Click Add Precondition to access the Add Precondition page.

This example illustrates the fields and controls on the Add Precondition page. You can find definitions for the fields and controls later on this page.

Add Precondition page

Select terms and operators; specify values on the right-hand side.

The following execution options can be specified for a trigger point or a policy group:

Field or Control

Description

Execute All

This is the default, if specified for a trigger point. This option enables execution of all policies within a trigger point or policy group. During runtime, when executing policies within a policy group, the system adheres to the execution option specified for the policy group.

Execute Limited Number

Enables execution of a maximum (of the number specified) policies that evaluate to true.

Use Parent Execution Options

(Policy groups only). This is the default for policy groups. At runtime, this uses the execution options of either the trigger point or the parent policy group.

This section describes the execution options and various scenarios of how they can be used.

Execute All

The Execute All option tests all policies in a trigger point; that is, all policies in the trigger point can cause actions to occur if their conditions prove true.

For example, if a trigger point has three policies and the execution option is set to Execute All, all three policies are evaluated.

Execute Limited Number

The Execute Limited Number option evaluates all policies in the trigger point until one of the policies' conditions evaluates to true. Therefore, suppose that you set Execute Limited Number to 1 for a trigger point that has three policies, where Policy 1 evaluates to false and Policy 2 evaluates to true; Policy 3 will not be considered and Policy 2 is executed.

Various Scenarios of Execution Options

Policy groups may have their own execution options that could affect the option setting. For example, consider the following diagram:

Diagram showing scenario 1 execution options

Execution Options: Scenario 1

In Scenario 1, if Policy 1 proves false, then all policies in Policy Group 1 are evaluated because its execution option overrides the trigger point's execution option. Therefore, even though the trigger point is set to execute one policy, if Policy 2, 3, and 4 evaluate to true, those three policies' actions will execute.

Consider Scenario 2:

Diagram showing scenario 2 execution options

Execution Options: Scenario 2

In this scenario, assume that all policy conditions are true; actions from Policy 1, 2, 3, 4, 5, and 8 will execute.

Consider Scenario 3:

Diagram showing scenario 3 execution options

Execution Options: Scenario 3

In this scenario, the trigger point's execution option is the default (as is Policy Group 1). Assuming that all policy conditions are true, this trigger point executes exactly as in Scenario 2; that is, actions from Policy 1, 2, 3, 4, 5, and 8 will execute.

Consider Scenario 4:

Diagram showing scenario 4 execution options

Execution Options: Scenario 4

In this scenario, assume that all policy conditions are true.
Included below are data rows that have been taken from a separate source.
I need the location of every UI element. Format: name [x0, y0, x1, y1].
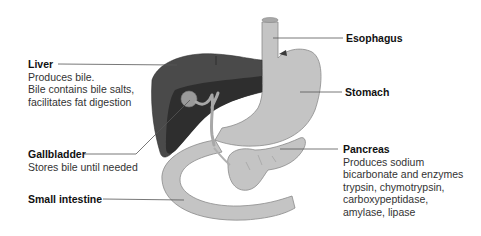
liver-title: Liver [28, 58, 134, 71]
liver-desc-line: Produces bile. [28, 71, 134, 84]
pancreas-desc-line: amylase, lipase [343, 206, 463, 219]
pancreas-desc-line: Produces sodium [343, 156, 463, 169]
gallbladder-desc-line: Stores bile until needed [28, 161, 138, 174]
pancreas-desc-line: trypsin, chymotrypsin, [343, 181, 463, 194]
gallbladder-title: Gallbladder [28, 148, 138, 161]
gallbladder-label: Gallbladder Stores bile until needed [28, 148, 138, 173]
esophagus-title: Esophagus [346, 32, 403, 45]
pancreas-title: Pancreas [343, 143, 463, 156]
small-intestine-label: Small intestine [28, 193, 102, 206]
esophagus-label: Esophagus [346, 32, 403, 45]
gallbladder-shape [181, 91, 197, 107]
stomach-title: Stomach [345, 86, 389, 99]
small-intestine-title: Small intestine [28, 193, 102, 206]
esophagus-opening [262, 18, 278, 23]
stomach-label: Stomach [345, 86, 389, 99]
liver-desc-line: Bile contains bile salts, [28, 83, 134, 96]
pancreas-label: Pancreas Produces sodium bicarbonate and… [343, 143, 463, 218]
liver-desc-line: facilitates fat digestion [28, 96, 134, 109]
liver-label: Liver Produces bile. Bile contains bile … [28, 58, 134, 108]
pancreas-desc-line: carboxypeptidase, [343, 193, 463, 206]
pancreas-desc-line: bicarbonate and enzymes [343, 168, 463, 181]
digestive-diagram: Liver Produces bile. Bile contains bile … [0, 0, 481, 236]
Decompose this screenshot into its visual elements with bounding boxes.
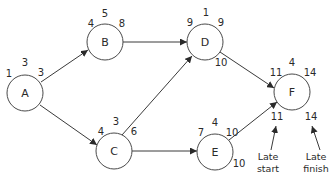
edge-a-c bbox=[40, 105, 97, 145]
node-f-early-start: 11 bbox=[270, 67, 283, 78]
node-e-label: E bbox=[212, 146, 219, 159]
node-e-late-finish: 10 bbox=[233, 158, 246, 169]
svg-text:Late: Late bbox=[306, 151, 327, 162]
node-f-late-finish: 14 bbox=[305, 111, 318, 122]
node-b-early-finish: 8 bbox=[119, 18, 125, 29]
node-d-early-start: 9 bbox=[187, 17, 193, 28]
node-b-early-start: 4 bbox=[88, 18, 94, 29]
node-f-duration: 4 bbox=[289, 57, 295, 68]
late-start-pointer bbox=[271, 126, 276, 150]
svg-text:finish: finish bbox=[303, 163, 329, 174]
node-c: C 3 4 6 bbox=[96, 116, 137, 169]
node-e: E 4 7 10 10 bbox=[197, 117, 245, 170]
edge-a-b bbox=[41, 50, 88, 82]
node-e-early-start: 7 bbox=[198, 127, 204, 138]
node-a-early-start: 1 bbox=[6, 68, 12, 79]
node-e-early-finish: 10 bbox=[226, 127, 239, 138]
node-c-label: C bbox=[110, 145, 118, 158]
network-diagram: A 3 1 3 B 5 4 8 C 3 4 6 D 1 9 9 10 E 4 7… bbox=[0, 0, 334, 181]
node-f: F 4 11 14 11 14 bbox=[270, 57, 318, 122]
node-c-early-finish: 6 bbox=[131, 126, 137, 137]
node-d: D 1 9 9 10 bbox=[187, 7, 228, 68]
node-d-label: D bbox=[201, 36, 209, 49]
node-b-duration: 5 bbox=[102, 8, 108, 19]
node-f-label: F bbox=[289, 86, 295, 99]
node-c-early-start: 4 bbox=[98, 126, 104, 137]
node-b: B 5 4 8 bbox=[87, 8, 125, 60]
node-b-label: B bbox=[101, 36, 109, 49]
svg-text:start: start bbox=[257, 163, 279, 174]
node-a-label: A bbox=[21, 87, 29, 100]
node-d-duration: 1 bbox=[203, 7, 209, 18]
node-e-duration: 4 bbox=[212, 117, 218, 128]
node-a: A 3 1 3 bbox=[6, 57, 44, 111]
node-d-late-finish: 10 bbox=[215, 57, 228, 68]
node-c-duration: 3 bbox=[113, 116, 119, 127]
node-f-early-finish: 14 bbox=[304, 67, 317, 78]
late-start-annotation: Late start bbox=[257, 151, 279, 174]
svg-text:Late: Late bbox=[258, 151, 279, 162]
edge-d-f bbox=[220, 52, 274, 88]
late-finish-pointer bbox=[312, 126, 320, 150]
node-f-late-start: 11 bbox=[271, 111, 284, 122]
node-d-early-finish: 9 bbox=[218, 17, 224, 28]
node-a-duration: 3 bbox=[22, 57, 28, 68]
node-a-early-finish: 3 bbox=[38, 67, 44, 78]
late-finish-annotation: Late finish bbox=[303, 151, 329, 174]
edge-c-d bbox=[122, 56, 192, 135]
The execution option for Policy Group 2 overrides that for Policy Group 1; therefore, all of the policy actions for Policy Group 2 execute. However, Policy 5 is not considered, nor is Policy 6 because three policy actions have already executed (Policy 2, 3, and 4).
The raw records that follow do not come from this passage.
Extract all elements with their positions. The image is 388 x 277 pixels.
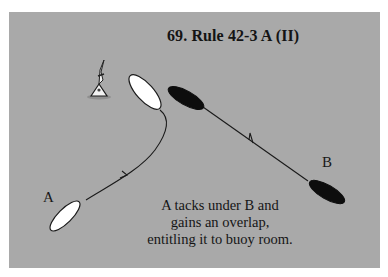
boat-b-label: B: [322, 154, 332, 171]
boat-a-track-arrow-icon: [120, 171, 127, 178]
buoy-icon: [87, 60, 111, 100]
caption-line: entitling it to buoy room.: [130, 231, 310, 248]
figure-title: 69. Rule 42-3 A (II): [167, 27, 299, 45]
boat-a-label: A: [43, 189, 54, 206]
boat-a-track: [86, 110, 166, 200]
boat-b-track: [203, 107, 308, 181]
caption-line: A tacks under B and: [130, 197, 310, 214]
boat-a-upper: [124, 70, 166, 114]
boat-b-lower: [306, 176, 348, 208]
figure-caption: A tacks under B and gains an overlap, en…: [130, 197, 310, 248]
caption-line: gains an overlap,: [130, 214, 310, 231]
boat-b-upper: [165, 82, 207, 114]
Guidelines for Setting Execution Options

Unless you have a specific reason to set options, Oracle recommends using the default execution options. If only a few conditions could be true for a trigger point, and these conditions are logically exclusive (only one could be true at a time), set the number of policies considered to one (Execute Limited Number =1) to improve performance.

If, for whatever reason, only a few policy options should be considered, and no policy groups exist, setting a limitation for the trigger point is a good practice.

If you have a trigger point containing unrelated policies and a category of possible conditions that may be true, for which only one set of consequent actions should be taken, the best practice is to separate the unrelated policies into a separate policy group with a limitation on the number of policies allowed to fire.